Saint Laurent’s Summer 2027 Men’s collection by Anthony Vaccarello unfolds inside the Bourse de Commerce — Pinault Collection, where architecture, atmosphere, and absence become inseparable from the clothes themselves. The circular structure—designed by Tadao Ando Architect & Associates, Niney et Marca Architectes, and Agence Pierre-Antoine Gatier—grounds the presentation in a language of restraint: concrete, proportion, and light forming a silent, continuous frame for what is revealed within it.
At the center of the experience is Fujiko Nakaya’s Cloud #07156 (2026), an immersive fog installation that transforms the rotunda into a shifting field of visibility and disappearance. As mist fills the space, the building ceases to function as a static container and instead becomes a breathing environment—one in which bodies and garments appear, dissolve, and re-emerge like fragments of thought.
Vaccarello’s collection is anchored in a provocation: “Nobody is trying to seduce you. What makes them seductive is that they do not need to.” From this premise, the show considers desire not as accumulation but as withdrawal—what happens when drama, noise, and excess are withheld rather than amplified. Across 40 looks, restraint becomes its own form of intensity.
Tailoring is sharpened into new proportions: a three-button jacket cut higher on the body, paired with narrow flat-fronted or softly pleated trousers; familiar Saint Laurent codes—the waistcoat, the ribbed V-neck sweater—recalibrated through precision rather than reinvention. Even athletic blousons appear refined, rendered in unexpectedly delicate technical taffeta. Gold threads through the collection not as ornament but as transformation, turning the utilitarian trench into something heightened yet still functional. The palette remains grounded—grey, brown, black, beige—punctuated by flashes of orange, ochre, claret, lime, powder blue, and shimmering gold.
The collection is informed by figures who treated restraint as a form of expression: Marguerite Duras, Tina Chow, and the fictional Mr. Ripley. Each, in different ways, embodies Vaccarello’s central idea that omission can be more powerful than declaration. As the notes frame it: “It is refusal, perhaps, that most powerfully fuels desire.” And further: “We have forgotten the pleasure of the unknown, the unseen and the unspoken.”
The presentation extends this philosophy into space and choreography. Models move through Cloud #07156 in a sixteen-minute sequence, emerging and dissolving within Nakaya’s fog. Here, clothing is never fully fixed in view. Instead, it becomes part of an atmosphere where presence is temporary, and disappearance is designed. The installation is not a backdrop but an active force—another articulation of absence, restraint, and desire in motion.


» **EXERCISE BRIEF**: Please repeat the records exactly, keeping the pictures out.

Records from a dataset
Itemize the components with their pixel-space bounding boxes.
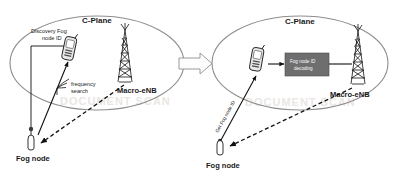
left-panel: C-Plane Discovery Fog node ID frequency … — [10, 16, 184, 163]
fog-node-id-decoding-box — [285, 53, 329, 76]
decoding-box-line1: Fog node ID — [290, 59, 316, 64]
phone-screen — [66, 39, 75, 48]
right-panel: C-Plane Fog node ID decoding Macro-eNB — [206, 16, 388, 170]
c-plane-label-right: C-Plane — [285, 17, 315, 26]
c-plane-label-left: C-Plane — [82, 16, 112, 25]
figure-container: DOCUMENT SCAN DOCUMENT SCAN C-Plane Disc… — [0, 0, 396, 177]
fog-node-label-left: Fog node — [16, 154, 50, 163]
frequency-label-line2: search — [71, 88, 88, 94]
ue-phone-icon-left — [61, 32, 78, 61]
network-diagram: DOCUMENT SCAN DOCUMENT SCAN C-Plane Disc… — [0, 0, 396, 177]
fog-node-label-right: Fog node — [206, 161, 240, 170]
frequency-label-line1: frequency — [71, 81, 96, 87]
block-arrow — [179, 53, 212, 74]
fog-node-icon-right — [217, 139, 223, 155]
macro-enb-tower-icon-right — [351, 24, 365, 84]
get-fog-node-id-label: Get Fog node ID — [215, 100, 237, 134]
ue-phone-icon-right — [249, 43, 265, 72]
macro-enb-tower-icon-left — [118, 23, 132, 82]
phone-screen — [253, 50, 262, 59]
watermark-text-left: DOCUMENT SCAN — [60, 95, 171, 107]
fog-node-icon-left — [28, 127, 34, 150]
frequency-wave-icon — [57, 79, 69, 95]
macro-enb-label-left: Macro-eNB — [117, 86, 157, 95]
discovery-label-line1: Discovery Fog — [31, 28, 67, 34]
decoding-box-line2: decoding — [294, 66, 313, 71]
macro-enb-label-right: Macro-eNB — [330, 90, 370, 99]
scan-watermark: DOCUMENT SCAN DOCUMENT SCAN — [60, 95, 356, 108]
fog-node-dot — [29, 127, 33, 131]
discovery-label-line2: node ID — [42, 35, 62, 41]
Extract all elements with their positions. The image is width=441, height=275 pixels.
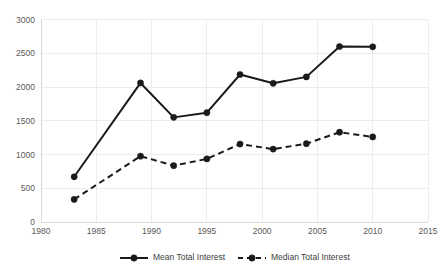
legend-label: Median Total Interest <box>271 252 350 262</box>
chart-legend: Mean Total InterestMedian Total Interest <box>120 252 350 262</box>
series-mean <box>71 43 376 179</box>
data-point-marker <box>171 163 177 169</box>
legend-marker-swatch <box>249 255 255 261</box>
legend-marker-swatch <box>131 255 137 261</box>
data-point-marker <box>336 129 342 135</box>
y-axis-tick-label: 2500 <box>16 48 35 58</box>
data-point-marker <box>237 141 243 147</box>
series-line <box>74 47 373 177</box>
x-axis-tick-label: 2015 <box>419 226 438 236</box>
x-axis-tick-label: 1990 <box>142 226 161 236</box>
series-line <box>74 132 373 199</box>
x-axis-tick-label: 2010 <box>363 226 382 236</box>
y-axis-tick-label: 500 <box>21 183 35 193</box>
x-axis-tick-labels: 19801985199019952000200520102015 <box>32 226 438 236</box>
legend-item-median[interactable]: Median Total Interest <box>238 252 350 262</box>
series-median <box>71 129 376 202</box>
data-point-marker <box>204 110 210 116</box>
data-point-marker <box>370 44 376 50</box>
x-axis-tick-label: 2000 <box>253 226 272 236</box>
data-point-marker <box>71 174 77 180</box>
x-axis-tick-label: 1985 <box>87 226 106 236</box>
line-chart: 050010001500200025003000 198019851990199… <box>0 0 441 275</box>
data-point-marker <box>171 114 177 120</box>
y-axis-tick-label: 1000 <box>16 150 35 160</box>
y-axis-tick-label: 1500 <box>16 116 35 126</box>
data-point-marker <box>137 153 143 159</box>
data-point-marker <box>204 156 210 162</box>
legend-item-mean[interactable]: Mean Total Interest <box>120 252 226 262</box>
x-axis-tick-label: 2005 <box>308 226 327 236</box>
data-point-marker <box>303 141 309 147</box>
chart-canvas: 050010001500200025003000 198019851990199… <box>0 0 441 275</box>
x-axis-tick-label: 1980 <box>32 226 51 236</box>
x-axis-tick-label: 1995 <box>197 226 216 236</box>
y-axis-tick-label: 2000 <box>16 82 35 92</box>
data-point-marker <box>303 74 309 80</box>
data-point-marker <box>370 134 376 140</box>
y-axis-tick-labels: 050010001500200025003000 <box>16 15 35 228</box>
legend-label: Mean Total Interest <box>153 252 226 262</box>
data-point-marker <box>237 71 243 77</box>
y-axis-tick-label: 3000 <box>16 15 35 25</box>
data-point-marker <box>336 43 342 49</box>
data-point-marker <box>270 80 276 86</box>
data-point-marker <box>71 196 77 202</box>
data-point-marker <box>270 146 276 152</box>
data-series-group <box>71 43 376 202</box>
gridlines-group <box>41 20 428 223</box>
data-point-marker <box>137 80 143 86</box>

» **WRITTEN REPLY**:
Itemize the components with their pixel-space bounding boxes.
left-panel: C-Plane Discovery Fog node ID frequency … — [10, 16, 184, 163]
fog-node-id-decoding-box — [285, 53, 329, 76]
decoding-box-line1: Fog node ID — [290, 59, 316, 64]
phone-screen — [66, 39, 75, 48]
right-panel: C-Plane Fog node ID decoding Macro-eNB — [206, 16, 388, 170]
c-plane-label-right: C-Plane — [285, 17, 315, 26]
c-plane-label-left: C-Plane — [82, 16, 112, 25]
figure-container: DOCUMENT SCAN DOCUMENT SCAN C-Plane Disc… — [0, 0, 396, 177]
fog-node-label-left: Fog node — [16, 154, 50, 163]
frequency-label-line2: search — [71, 88, 88, 94]
ue-phone-icon-left — [61, 32, 78, 61]
network-diagram: DOCUMENT SCAN DOCUMENT SCAN C-Plane Disc… — [0, 0, 396, 177]
fog-node-label-right: Fog node — [206, 161, 240, 170]
frequency-label-line1: frequency — [71, 81, 96, 87]
block-arrow — [179, 53, 212, 74]
fog-node-icon-right — [217, 139, 223, 155]
macro-enb-tower-icon-right — [351, 24, 365, 84]
get-fog-node-id-label: Get Fog node ID — [215, 100, 237, 134]
ue-phone-icon-right — [249, 43, 265, 72]
macro-enb-tower-icon-left — [118, 23, 132, 82]
phone-screen — [253, 50, 262, 59]
watermark-text-left: DOCUMENT SCAN — [60, 95, 171, 107]
fog-node-icon-left — [28, 127, 34, 150]
frequency-wave-icon — [57, 79, 69, 95]
macro-enb-label-left: Macro-eNB — [117, 86, 157, 95]
discovery-label-line1: Discovery Fog — [31, 28, 67, 34]
decoding-box-line2: decoding — [294, 66, 313, 71]
macro-enb-label-right: Macro-eNB — [330, 90, 370, 99]
scan-watermark: DOCUMENT SCAN DOCUMENT SCAN — [60, 95, 356, 108]
fog-node-dot — [29, 127, 33, 131]
discovery-label-line2: node ID — [42, 35, 62, 41]
Extract all elements with their positions. The image is width=441, height=275 pixels.
legend-label: Median Total Interest <box>271 252 350 262</box>
chart-legend: Mean Total InterestMedian Total Interest <box>120 252 350 262</box>
series-mean <box>71 43 376 179</box>
data-point-marker <box>171 163 177 169</box>
legend-marker-swatch <box>249 255 255 261</box>
legend-marker-swatch <box>131 255 137 261</box>
data-point-marker <box>336 129 342 135</box>
y-axis-tick-label: 2500 <box>16 48 35 58</box>
data-point-marker <box>237 141 243 147</box>
series-line <box>74 47 373 177</box>
x-axis-tick-label: 2015 <box>419 226 438 236</box>
x-axis-tick-label: 1990 <box>142 226 161 236</box>
series-line <box>74 132 373 199</box>
x-axis-tick-label: 2010 <box>363 226 382 236</box>
y-axis-tick-label: 500 <box>21 183 35 193</box>
x-axis-tick-labels: 19801985199019952000200520102015 <box>32 226 438 236</box>
legend-item-median[interactable]: Median Total Interest <box>238 252 350 262</box>
series-median <box>71 129 376 202</box>
data-point-marker <box>204 110 210 116</box>
data-point-marker <box>370 44 376 50</box>
x-axis-tick-label: 2000 <box>253 226 272 236</box>
data-point-marker <box>71 174 77 180</box>
x-axis-tick-label: 1985 <box>87 226 106 236</box>
line-chart: 050010001500200025003000 198019851990199… <box>0 0 441 275</box>
data-point-marker <box>171 114 177 120</box>
y-axis-tick-label: 1000 <box>16 150 35 160</box>
y-axis-tick-label: 1500 <box>16 116 35 126</box>
data-point-marker <box>137 153 143 159</box>
data-point-marker <box>204 156 210 162</box>
legend-item-mean[interactable]: Mean Total Interest <box>120 252 226 262</box>
x-axis-tick-label: 2005 <box>308 226 327 236</box>
data-point-marker <box>303 141 309 147</box>
chart-canvas: 050010001500200025003000 198019851990199… <box>0 0 441 275</box>
x-axis-tick-label: 1980 <box>32 226 51 236</box>
x-axis-tick-label: 1995 <box>197 226 216 236</box>
y-axis-tick-label: 2000 <box>16 82 35 92</box>
data-point-marker <box>303 74 309 80</box>
data-point-marker <box>370 134 376 140</box>
y-axis-tick-labels: 050010001500200025003000 <box>16 15 35 228</box>
legend-label: Mean Total Interest <box>153 252 226 262</box>
data-point-marker <box>237 71 243 77</box>
y-axis-tick-label: 3000 <box>16 15 35 25</box>
data-point-marker <box>336 43 342 49</box>
data-point-marker <box>270 80 276 86</box>
data-point-marker <box>71 196 77 202</box>
data-point-marker <box>270 146 276 152</box>
data-series-group <box>71 43 376 202</box>
gridlines-group <box>41 20 428 223</box>
data-point-marker <box>137 80 143 86</box>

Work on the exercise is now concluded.